At the Made on YouTube event, the administration of the world’s largest video platform presented the Hype program. It can help audiences rally around little-known emerging authors they believe in to help those authors grow their audience.
YouTube is home to a wide variety of creators who make videos about almost everything, and they’re making breakthroughs on the platform every day. But for many little-known authors who already have their own audience, attracting new viewers is a difficult task. For such cases, the Hype program was created. If the video was released less than 7 days ago, and its author has less than 500 thousand subscribers, viewers can “hype” it – providing more effective promotion than with likes and reposts. The more Hype points a video receives, the higher it will rise on the new leaderboard, which features the top 100 hype videos of the week. One viewer can promote their favorite videos from Hype up to three times a week. A viewer’s participation in a program does not affect YouTube’s recommendation and search algorithms for that viewer.
When a viewer “hypes” a video, it earns points that help the creator rank on the weekly leaderboard for their country, helping to grow their audience. There is also a “bonus for small authors” – an increasing coefficient of points for channels that have a smaller number of subscribers. The Hype mechanism is not only a leaderboard, but also a way for viewers to tell creators what content they like best. The most hyped videos receive a badge indicating they are popular.
Hype has been tested in Brazil, Turkey and Taiwan. In the first four weeks of its operation, viewers hyped it more than 5 million times, ensuring the promotion of 50 thousand channels. The largest age group of participants in the experiment were viewers from 18 to 24 years old, or 30% of their total number.
The idea for the Hype program was born from the YouTube administration when a survey was conducted among 2,500 viewers in the USA, Germany and Japan, and more than 75% of respondents, as well as more than 80% of Generation Z viewers (born from the late 1990s to the end of the 2010s) ) reported that they would like to help unknown and little-known authors develop their channels. The initially chosen 24-hour time threshold for video promotion turned out to be too short, and the platform administration settled on a period of 7 days. Ideas about creating a leaderboard for the Hype program, as well as a “bonus for small creators” that would level the playing field for video creators, did not immediately come to mind.
The YouTube administration intends to expand the presence of the Hype program beyond the pilot regions of Brazil, Taiwan and Türkiye, as well as continue to improve it based on feedback from platform users.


YOUR ASSIGNMENT: The lines to copy are those in the records below that hold the word "Endemias".

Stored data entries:
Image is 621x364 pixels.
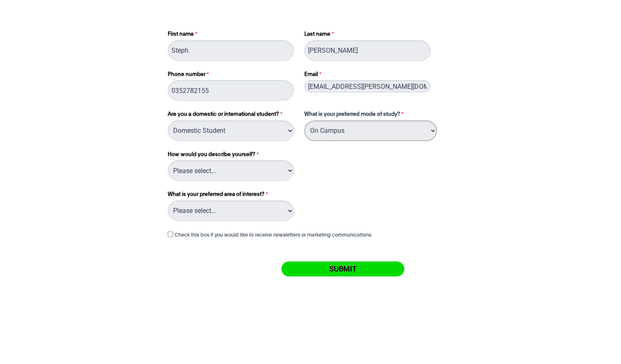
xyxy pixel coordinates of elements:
select: What is your preferred area of interest? [168,200,294,221]
input: First name [168,40,294,61]
input: Email [305,80,430,93]
select: How would you describe yourself? [168,160,294,181]
label: First name [168,30,296,40]
label: Email [305,71,433,80]
select: Are you a domestic or international student? [168,120,294,141]
span: What is your preferred mode of study? [305,111,401,117]
label: Last name [305,30,433,40]
label: Phone number [168,71,296,80]
input: Last name [305,40,430,61]
input: Submit [281,262,404,277]
label: How would you describe yourself? [168,151,296,161]
label: Check this box if you would like to receive newsletters or marketing communications. [175,232,373,238]
input: Phone number [168,80,294,101]
select: What is your preferred mode of study? [305,120,438,141]
label: Are you a domestic or international student? [168,110,296,120]
label: What is your preferred area of interest? [168,190,296,200]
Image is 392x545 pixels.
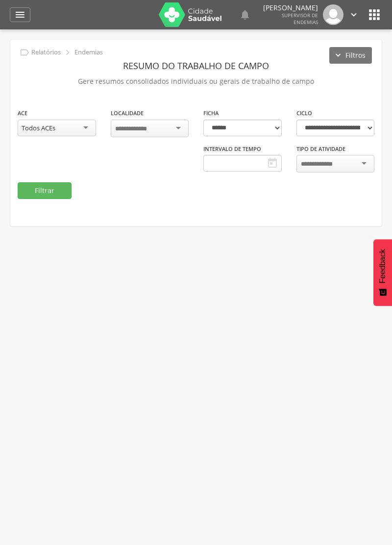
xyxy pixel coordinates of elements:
[239,9,251,21] i: 
[348,9,359,20] i: 
[348,5,359,25] a: 
[18,57,374,75] header: Resumo do Trabalho de Campo
[18,182,72,199] button: Filtrar
[18,109,27,117] label: ACE
[14,9,26,21] i: 
[203,145,261,153] label: Intervalo de Tempo
[203,109,218,117] label: Ficha
[366,7,382,23] i: 
[378,249,387,283] span: Feedback
[75,48,103,57] p: Endemias
[110,109,143,117] label: Localidade
[266,158,278,169] i: 
[296,109,312,117] label: Ciclo
[19,47,30,58] i: 
[263,5,318,11] p: [PERSON_NAME]
[239,5,251,25] a: 
[10,8,30,22] a: 
[18,75,374,88] p: Gere resumos consolidados individuais ou gerais de trabalho de campo
[373,239,392,306] button: Feedback - Mostrar pesquisa
[31,48,61,57] p: Relatórios
[22,124,55,132] div: Todos ACEs
[282,12,318,25] span: Supervisor de Endemias
[62,47,73,58] i: 
[296,145,345,153] label: Tipo de Atividade
[329,47,372,64] button: Filtros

RESULT OF THIS EXERCISE:
[75,48,103,57] p: Endemias
[282,12,318,25] span: Supervisor de Endemias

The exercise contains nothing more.